- **What is being asked**: Please copy, exactly and with no pictures, only the lines from the one containing "At what (x,y)" through the last line of the records.

Stored records:
————

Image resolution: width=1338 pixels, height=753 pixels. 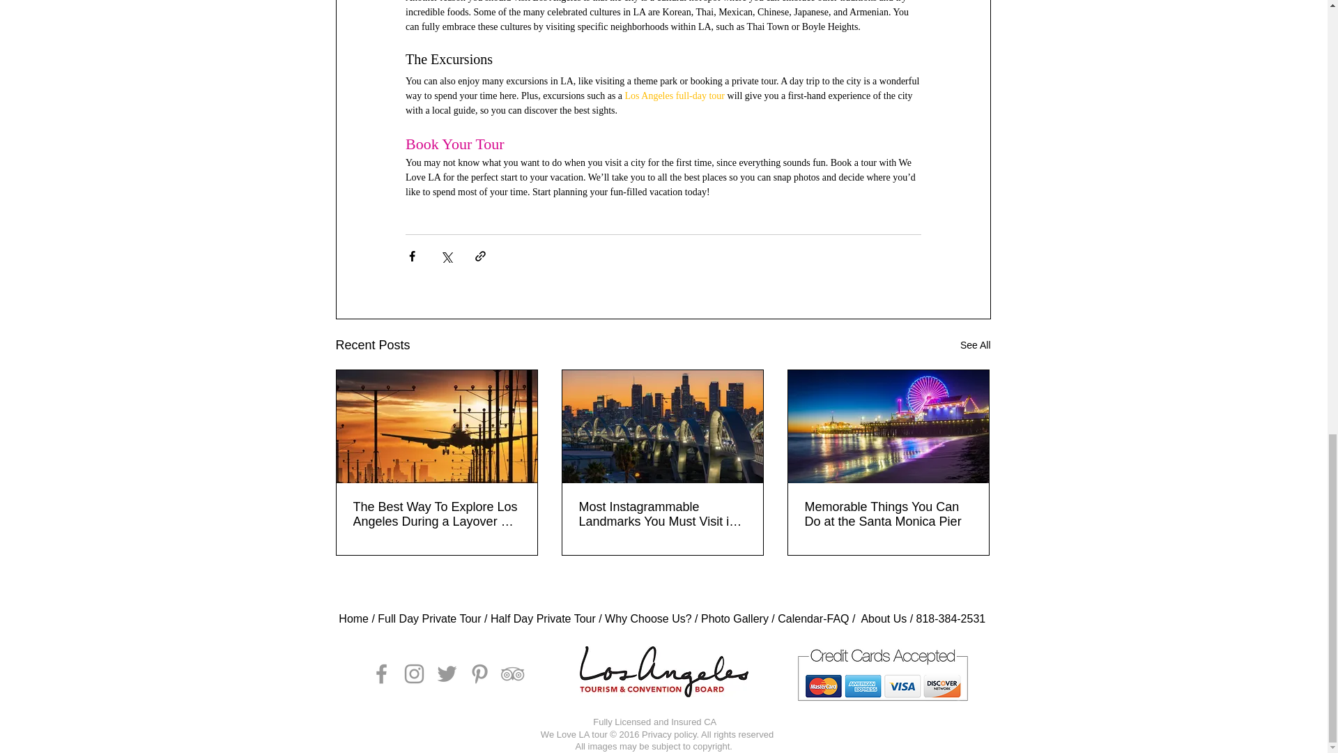 What do you see at coordinates (429, 619) in the screenshot?
I see `Full Day Private Tour` at bounding box center [429, 619].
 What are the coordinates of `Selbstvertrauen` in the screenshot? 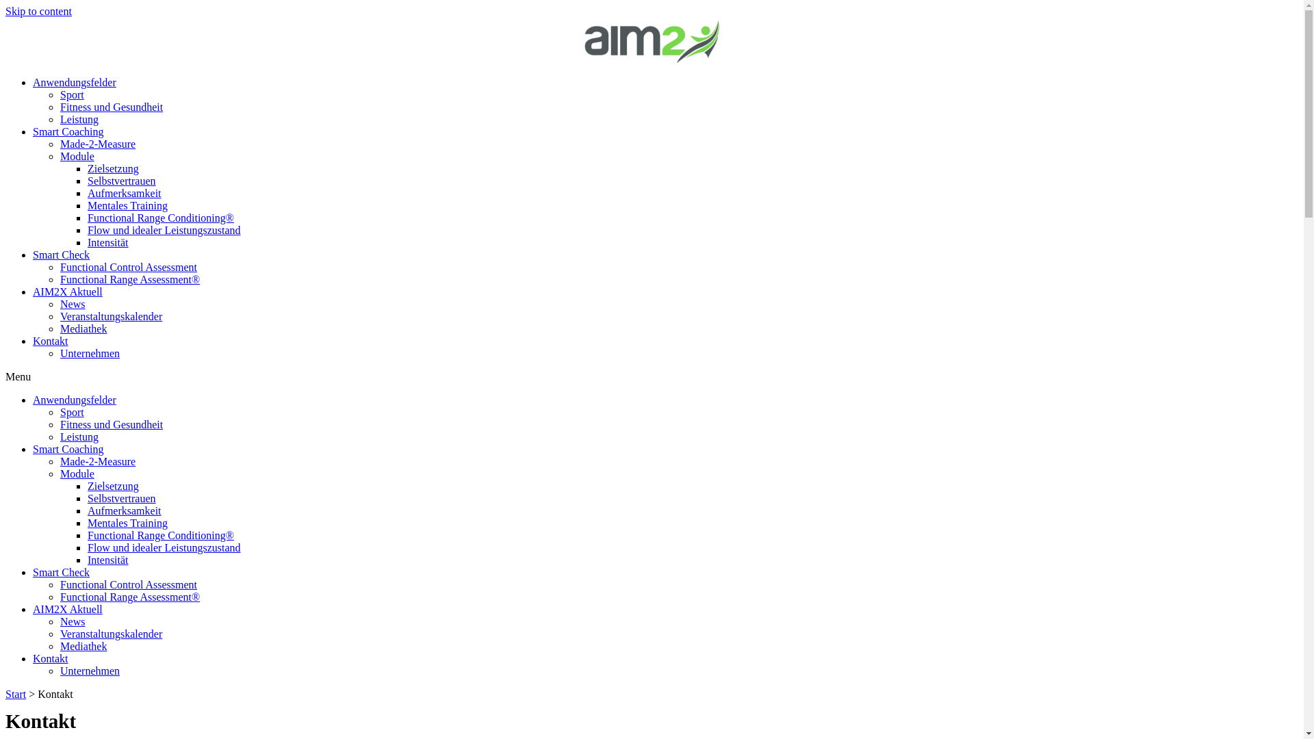 It's located at (122, 498).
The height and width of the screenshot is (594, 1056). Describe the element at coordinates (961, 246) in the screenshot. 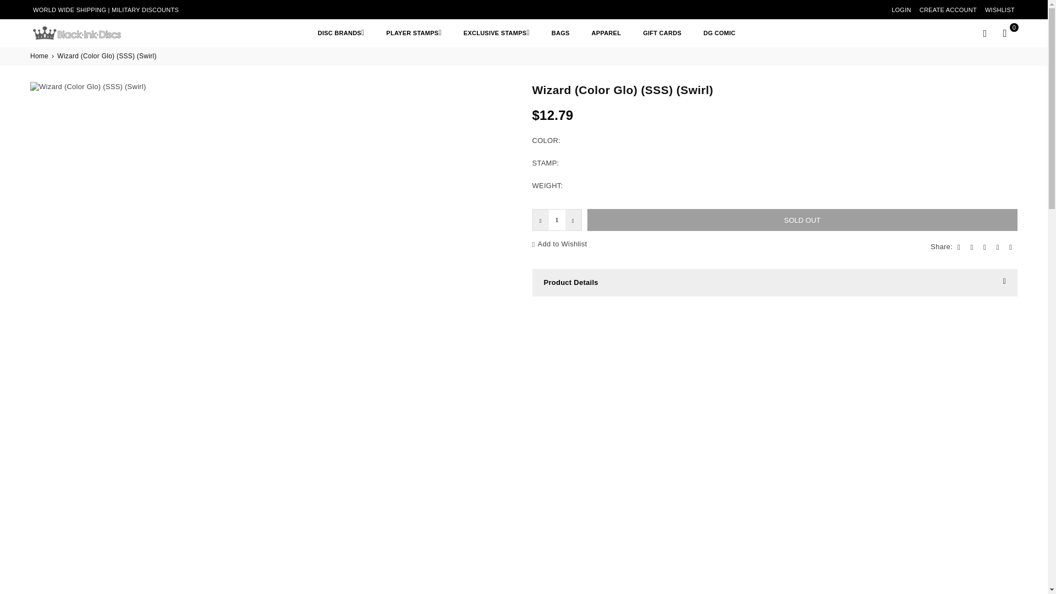

I see `Share on Facebook` at that location.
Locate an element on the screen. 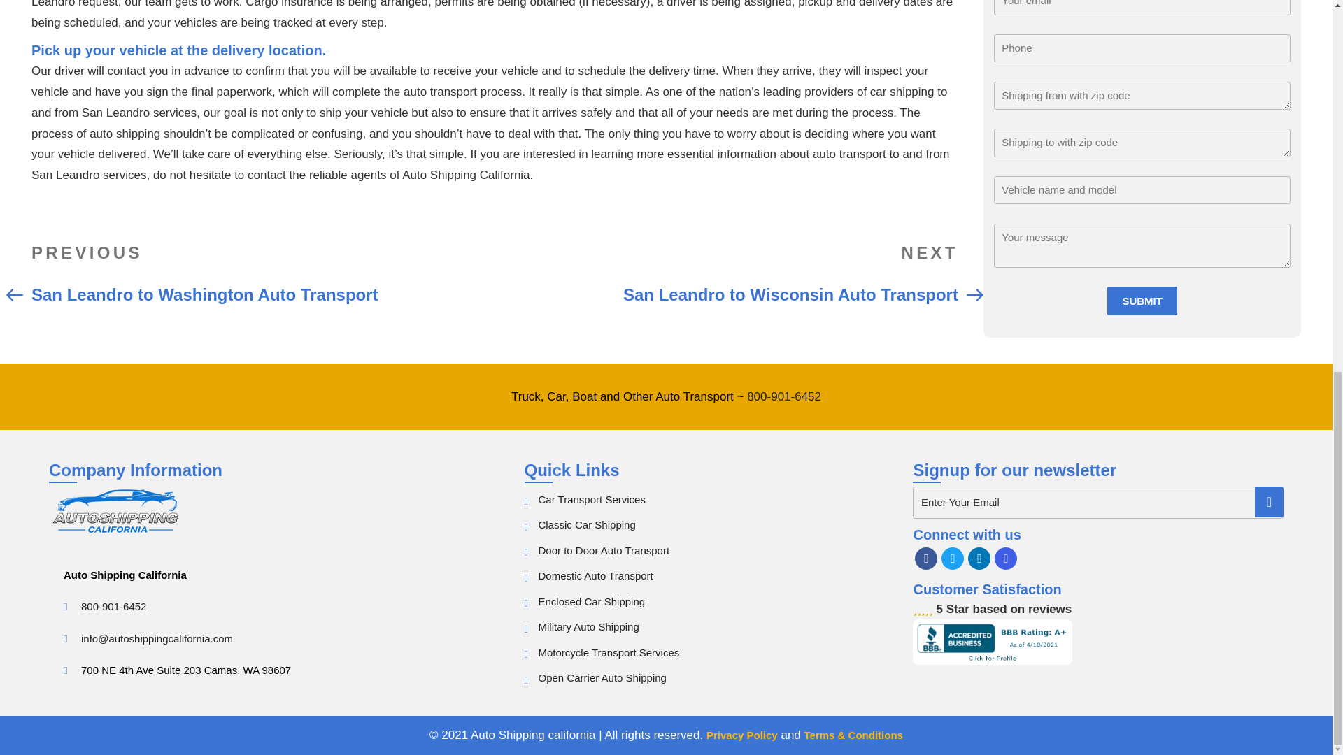  Car Transport Services is located at coordinates (979, 559).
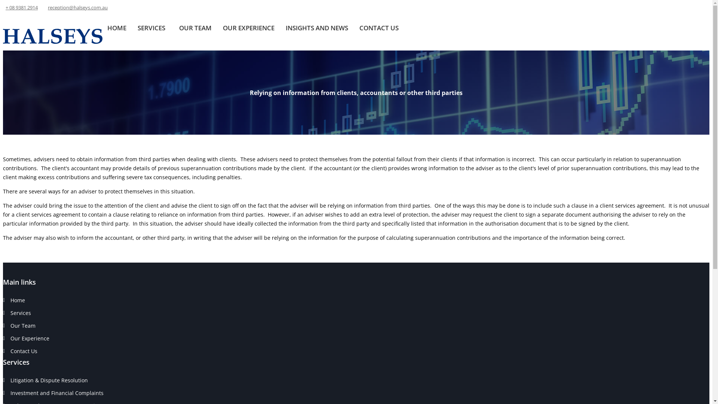  I want to click on CONTACT US, so click(379, 28).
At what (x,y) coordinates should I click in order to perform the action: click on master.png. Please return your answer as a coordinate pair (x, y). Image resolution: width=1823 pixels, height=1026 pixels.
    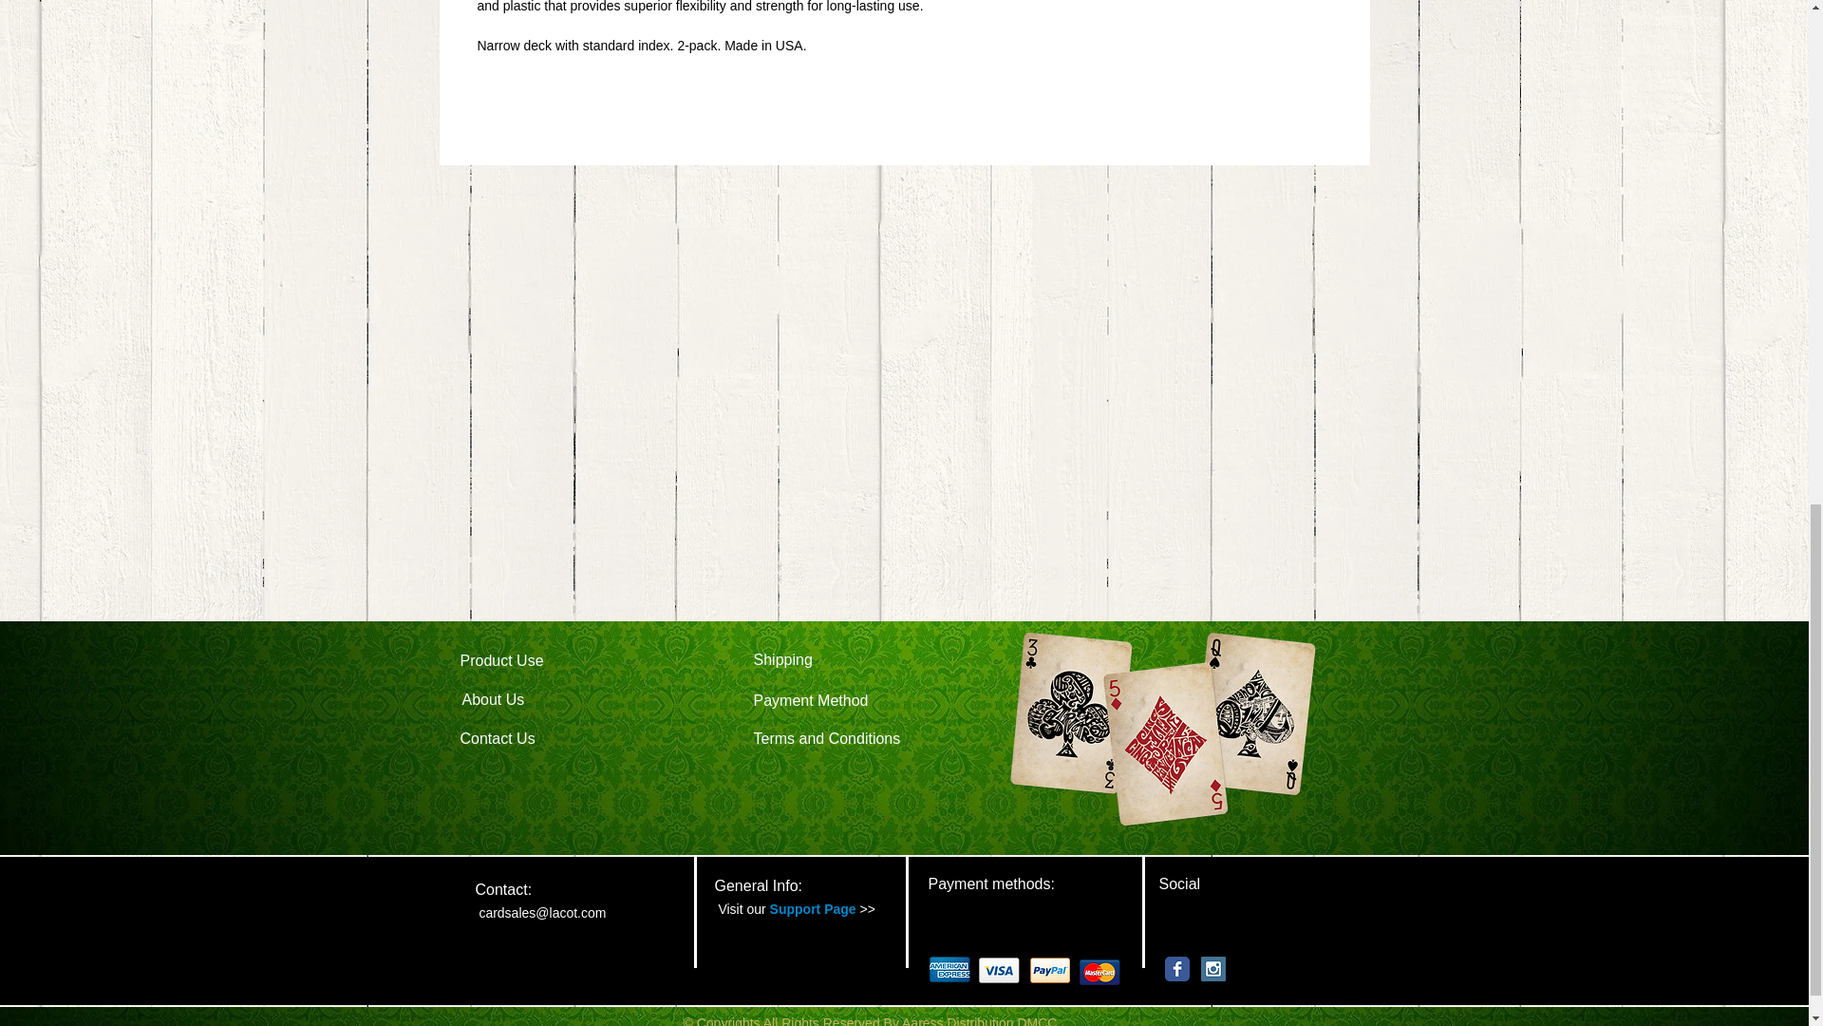
    Looking at the image, I should click on (1100, 971).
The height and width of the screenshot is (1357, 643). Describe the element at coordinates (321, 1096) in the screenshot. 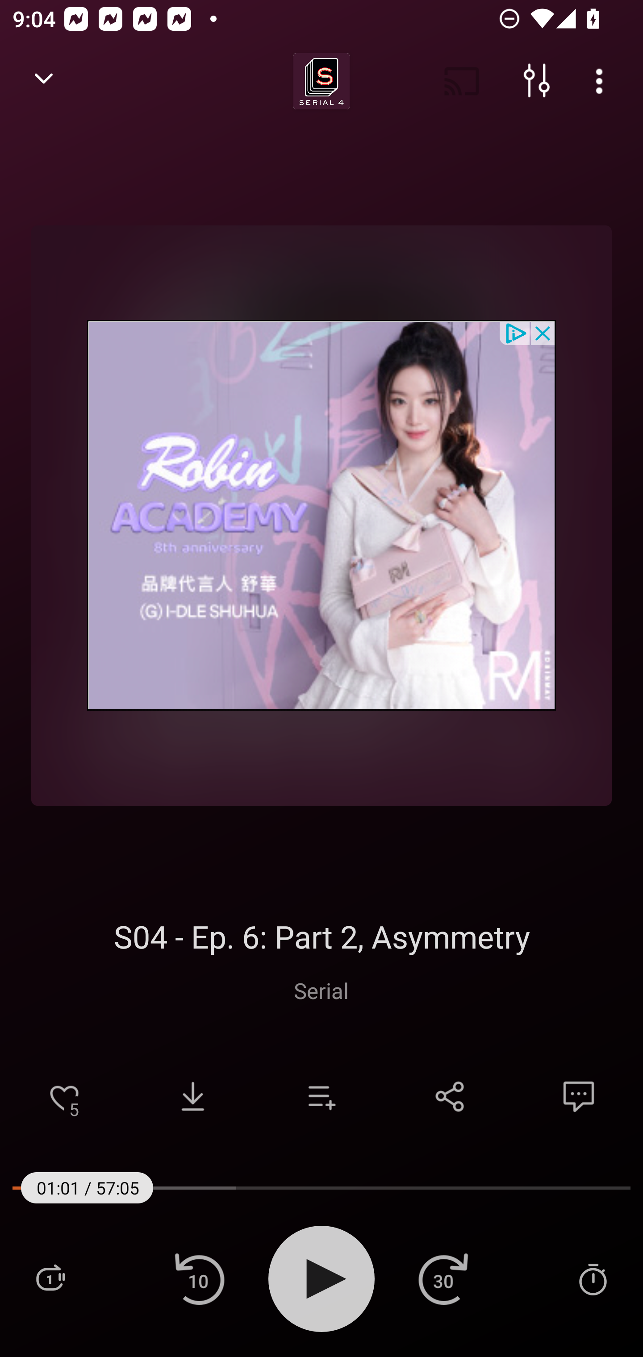

I see `Add to playlist` at that location.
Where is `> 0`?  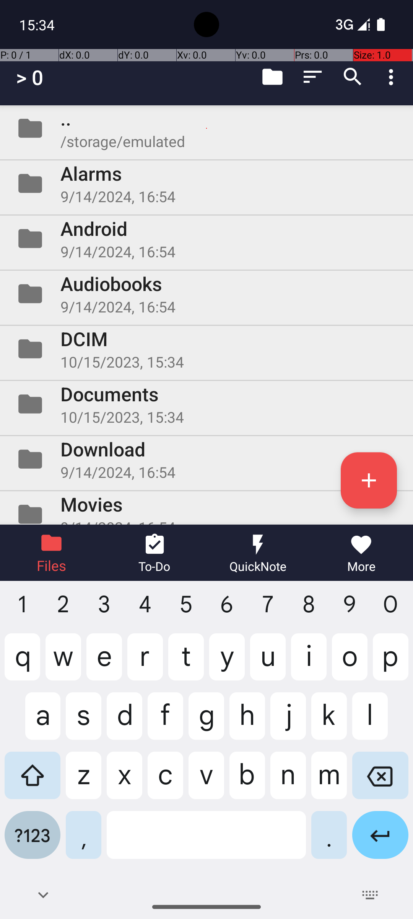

————

- **Answer for this exercise**:
At what (x,y) coordinates should I click in order to perform the action: click on master.png. Please return your answer as a coordinate pair (x, y). Image resolution: width=1823 pixels, height=1026 pixels.
    Looking at the image, I should click on (1100, 971).
The height and width of the screenshot is (1357, 643). Describe the element at coordinates (321, 1096) in the screenshot. 

I see `Add to playlist` at that location.
Where is `> 0`?  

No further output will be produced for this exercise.